“We’ve been told it is.”
“Have you checked it out?”
“Nah, we’re just watching the paint fall off. They should be closing up in about a half hour.”
“Okay with you if I do a little reconnaissance now?”
“No problem,” said Del Rio.
Scotty got out of the car. There was a little spring in his step as he crossed the wide street, went over to the loading dock on Artemus, and shouted something up to the forklift driver.
The driver pointed to a door up a flight of metal stairs and Scotty waved at him, took out his phone, sprinted up the steps, and pulled the door open.
“I don’t know if he’s gay,” said Del Rio. “A little bouncy on his feet, maybe.”
“Bet you a hundred this Scotty was a cop.”
“How do you figure?”
“I know eleven hundr
ed cops. He feels like one of them.”
“Then I’ll keep my money. And I’ll ask him,” Del Rio said.
Another fifteen minutes had passed—Del Rio feeling uneasy that the guy had been in there for so long, wondering what Jack knew about him and how Scotty was supposed to fit into the team—when Scotty came around the corner, a piece of paper rolled up in his hand.
He looked both ways as he negotiated the street traffic, then he got back into the car.
“I inquired about a job,” he said, grinning. “This is my application form. I got a little tour of the place.”
Del Rio was laughing inside, but he didn’t show it. The kid was smart.
“What did you see?”
“Very decent security,” he said. “Got cameras over the doors, wires in the windows. The van, gotta be the one we want. It’s white, scraped all to hell on one side. Parked in the back northeast corner. I didn’t want to be too obvious, but I walked by it.”
“Jesus,” said Cruz. “You do a lot with fifteen minutes, dude.”
“Let’s get this fifty-thousand-dollar ride off this block,” Scotty said. “I got pictures.” He showed his phone. “Maybe we can work up some ideas.”
CHAPTER 31
I DROVE THE Lamborghini into my short stub of a driveway and swiped the key fob across the pad. The iron gates rolled open, and I saw a notice taped to my front door.
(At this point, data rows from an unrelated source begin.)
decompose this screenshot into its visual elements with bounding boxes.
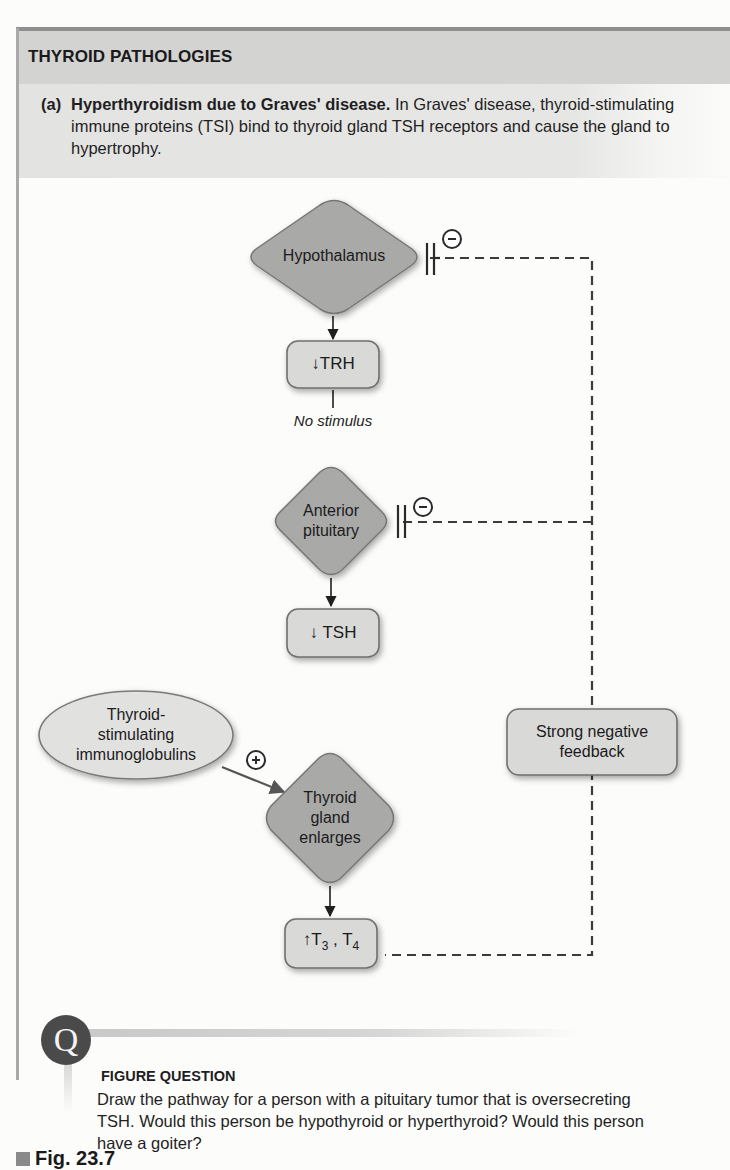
tsh-label: ↓ TSH [310,623,357,643]
figure-question-text: Draw the pathway for a person with a pit… [97,1088,657,1154]
t3-t4-label: ↑T3 , T4 [303,930,360,955]
trh-label: ↓TRH [311,354,354,374]
negative-feedback-lines [385,258,592,955]
inhibition-minus-icon [442,229,462,249]
inhibition-minus-icon [413,497,433,517]
question-q-icon: Q [41,1015,91,1065]
question-stem-bar [64,1062,72,1112]
feedback-label: Strong negative feedback [536,722,648,762]
stimulation-arrow [222,767,284,792]
figure-question-heading: FIGURE QUESTION [101,1068,236,1084]
hypothalamus-label: Hypothalamus [283,246,385,266]
no-stimulus-note: No stimulus [294,412,372,429]
question-divider [88,1029,578,1037]
decrease-arrow-icon: ↓ [311,354,320,373]
stimulation-plus-icon [246,750,266,770]
figure-label: Fig. 23.7 [16,1147,115,1170]
thyroid-gland-label: Thyroid gland enlarges [299,788,360,848]
increase-arrow-icon: ↑ [303,930,312,949]
anterior-pituitary-label: Anterior pituitary [303,501,359,541]
tsi-label: Thyroid- stimulating immunoglobulins [76,705,196,765]
figure-label-marker [16,1152,30,1166]
decrease-arrow-icon: ↓ [310,623,319,642]
inhibition-bars [398,243,440,538]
I wasn’t close enough to read it, but I knew what it said.
“Do Not Enter by Order of the LAPD.”
I turned off my engine and sat for a couple of minutes, trying to imagine my brother walking Colleen up to the door at gunpoint. I saw him jabbing a gun into her back, going into the house with her. And then I couldn’t see any more.
Was Tommy so sick, so morally corrupt, he could actually kill Colleen? Honest to God, I didn’t know.
I got out of my car and walked down the narrow side yard, along the fence and out to the beach. The sun was still bright at five p.m. Yesterday at about this time, someone had been readying Colleen for her last mile.
I headed south, parallel to the shoreline, passing two enormous houses and one small one that had resisted the real estate brokers and the bulldozers. The fourth house had a hybrid Victorian-contemporary design with a high profile and a wide deck.
It was where Bobbie Newton lived.
Bobbie was a gossip columnist, the queen of prime-time celebrity news, and the ex-wife of some Wall Streeter back east. She was sitting out on her deck, tall drink in her hand, feet up on the railing. She wore an open shirt over her hot-pink bikini, a white visor in her blond curls, dark glasses, and a Bluetooth cuddling her left ear.